All black and white films except Agfa Scala are print films. The process of creating a black and white print offers a huge amount of flexibility in manipulating everything from contrast to grain to sharpness. As a result, the black and white film settings we provide are just a starting point. Don’t be afraid to crank up the grain on Tri-X 400 so it looks like you remember and save your own version. Here are a few of the more interesting films.

Agfa Scala

This recently discontinued film was the only black and white slide film. It provides more detail throughout the tonal range, especially shadows, than most of the other black and white films.

Kodak TRI-X 400

This medium speed film has noticeable grain that many photographers love. Try using the Push slider in the Grain tab to get the look of a photographer dealing with low light conditions.

Kodak T-MAX P3200

This is the grainiest film in the list. If you want an artistic gritty look, try this one.

Color Sensitivity

These settings show off Exposure’s ability to adjust the way a color image is converted to black and white. Fiddle with the Red, Green, Blue sliders in the Color tab to see the wide range of results you can get. These settings show some common channel weights.

Mostly Red
This is the most common channel weighting throughout the factory settings in Black and White Film. It makes human skin brighter. Other weightings sometimes make people look dull.

Color Toning

These are simulations of the difficult color toning processes done in dark rooms. These settings are a good introduction to the controls at the bottom of the Color tab.

Selenium - Warm/Cool
This is a popular setting for showing multiple toning colors. Shadows are warm (brown) and highlights are slightly cool (blue).

Infrared

Exposure 2 has vastly improved infrared film simulation that can look spectacular.
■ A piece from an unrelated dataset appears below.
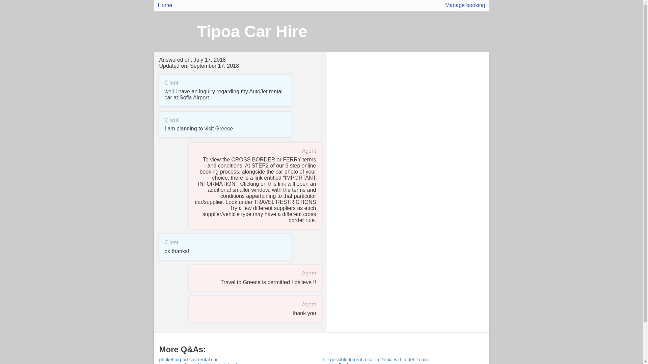 The image size is (648, 364). I want to click on Home, so click(165, 5).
These settings are mostly using sliders in the IR tab and Tone tab.

These settings can be finicky because they require a very high quality input image (from Raw format is best) that has a lot of blues and greens. If you use a JPEG image, you may end up with blocky artifacts. It’s worth the effort though, because the results can be ethereal and beautiful.

Kodak HIE
This is the infrared film that everyone remembers. HIE is the one that most intensely brightens plants (greens), darkens skies (blues), and has a glow around bright areas (halation).

Fog

If you just want the glow around bright areas, but don’t want to simulate the “wood effect” of brightened plants, try these settings. They are similar to the Focus/Glamour Shots effects, but only have a glow around bright objects.